Nobody should be pleased when the United States’ federal government shuts down over congressional squabbling. A shutdown does not expose how little we need government. It does not demonstrate how dysfunctional government is — we already know it is broken by partisan bickering and self-serving power brokers. No shutdown ever leads to reforms.
Spending continues, as the majority of federal spending is outside the budget process. That’s right: a third of spending isn’t even within the annual appropriations. Shutdowns end up costing money and solving nothing.
As Jeffrey Miron notes on Vox, libertarians should oppose shutdowns because they are pointless. Worse, they reinforce bad stereotypes about anti-government libertarianism… which isn’t genuine libertarianism. Smaller, more responsive government is not anarchy.
Some libertarians cheer when the government shuts down. Here’s why they shouldn’t.
By Jeffrey Miron Jan 21, 2018, 9:10am ESTShutdowns only influence discretionary spending that has to be reauthorized every year. Because entitlements constitute the large majority (roughly 67 percent) of federal expenditure, and because this component is growing at an unsustainable rate, shutdowns cannot have any meaningful impact on the budget deficit. And even with discretionary spending, around half is exempt given that many Department of Defense and Department of Homeland Security functions are exempted from the shutdown, because they are considered “essential” services.
What’s more, praising the shutdown lends credence to the view that libertarians hate government in all its forms, which is not accurate. A full cessation of all spending, tomorrow, is not the libertarian dream. Libertarians believe most government impinges our freedom and reduces economic efficiency, but we do not hate government as a matter of principle; we merely argue it should be much smaller. And the process for winnowing out important projects from non-essential ones ought to be reasoned and democratic, not the result of a showdown between two parties all too happy with big government (even if their preferred programs differ).
Smaller government does not come about because of a shutdown. Quite the opposite, usually. (Sequestration during the presidency of Barack Obama offers an outlier to this rule. Real cuts to defense spending happened and the world did not end.)
No, to reduce the size and scope of the government towards a more responsive and reasonable size we must debate as a nation what the roles of the federal government and state governments should be. Most libertarians are fine with more control at the state and local level, where most services are provided. We must win the argument that federal spending and regulation can be refined. As the New York Times itself noted, a system with 5000 regulations for apple orchards is ripe for reform.

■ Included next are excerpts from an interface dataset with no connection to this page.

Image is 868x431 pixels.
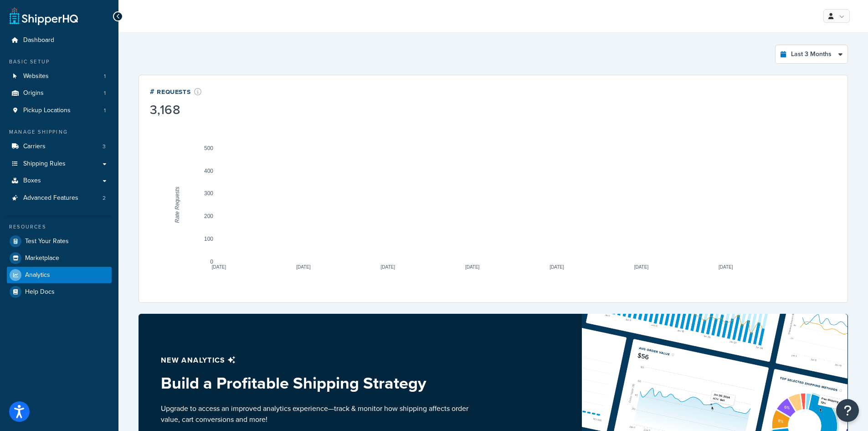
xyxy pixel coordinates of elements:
[7,189,112,206] li: Advanced Features
[23,107,71,115] span: Pickup Locations
[23,142,45,150] span: Carriers
[104,89,105,97] span: 1
[7,283,112,300] a: Help Docs
[7,32,112,48] a: Dashboard
[23,36,54,44] span: Dashboard
[150,86,202,97] div: # Requests
[7,267,112,283] a: Analytics
[7,68,112,85] a: Websites1
[150,103,202,116] div: 3,168
[204,190,213,196] text: 300
[104,72,105,80] span: 1
[7,128,112,136] div: Manage Shipping
[104,107,105,115] span: 1
[7,58,112,65] div: Basic Setup
[204,168,213,174] text: 400
[296,265,311,269] text: [DATE]
[549,265,564,269] text: [DATE]
[7,102,112,119] li: Pickup Locations
[23,72,48,80] span: Websites
[161,374,472,392] h3: Build a Profitable Shipping Strategy
[204,236,213,242] text: 100
[7,138,112,155] li: Carriers
[7,138,112,155] a: Carriers3
[7,233,112,249] a: Test Your Rates
[102,194,105,202] span: 2
[150,118,837,292] svg: A chart.
[719,265,733,269] text: [DATE]
[381,265,396,269] text: [DATE]
[161,403,472,425] p: Upgrade to access an improved analytics experience—track & monitor how shipping affects order val...
[635,265,649,269] text: [DATE]
[7,189,112,206] a: Advanced Features2
[204,145,213,152] text: 500
[836,399,860,422] button: Open Resource Center
[25,255,59,262] span: Marketplace
[23,89,44,97] span: Origins
[466,265,480,269] text: [DATE]
[161,354,472,366] p: New analytics
[7,102,112,119] a: Pickup Locations1
[25,238,68,246] span: Test Your Rates
[7,172,112,189] a: Boxes
[23,177,41,185] span: Boxes
[25,288,55,296] span: Help Docs
[174,186,181,222] text: Rate Requests
[212,265,226,269] text: [DATE]
[7,68,112,85] li: Websites
[25,271,50,279] span: Analytics
[7,250,112,266] a: Marketplace
[7,155,112,172] a: Shipping Rules
[7,85,112,102] a: Origins1
[7,223,112,231] div: Resources
[102,142,105,150] span: 3
[210,259,213,265] text: 0
[204,213,213,219] text: 200
[23,194,78,202] span: Advanced Features
[23,160,65,168] span: Shipping Rules
[7,85,112,102] li: Origins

Brute force doesn’t fix political problems. Obstinance is not statecraft.
Our leaders, particularly President Trump, are meeting their most basic mandates under the Constitution. Pass a budget and then consider other issues. Then again, both parties are playing to their core constituencies by not compromising. They are doing, oddly enough, exactly what their voters want… and further breaking the democratic republic.
Libertarians — really, everyone — should be calling for a basic solution: any time there is no budget, spending continues indefinitely at current levels. Make that the law and remove the recurring sideshows of budget squabbles. If everything continued, the same function as a Continuing Resolution, then Congress and the president would not be able to play games with shutting down a small slice of the federal government.
We seriously need to reform the federal budget to remove both debt ceiling votes and budget brinksmanship. No other major nation operates like this, with the annual risk of a shutdown or default.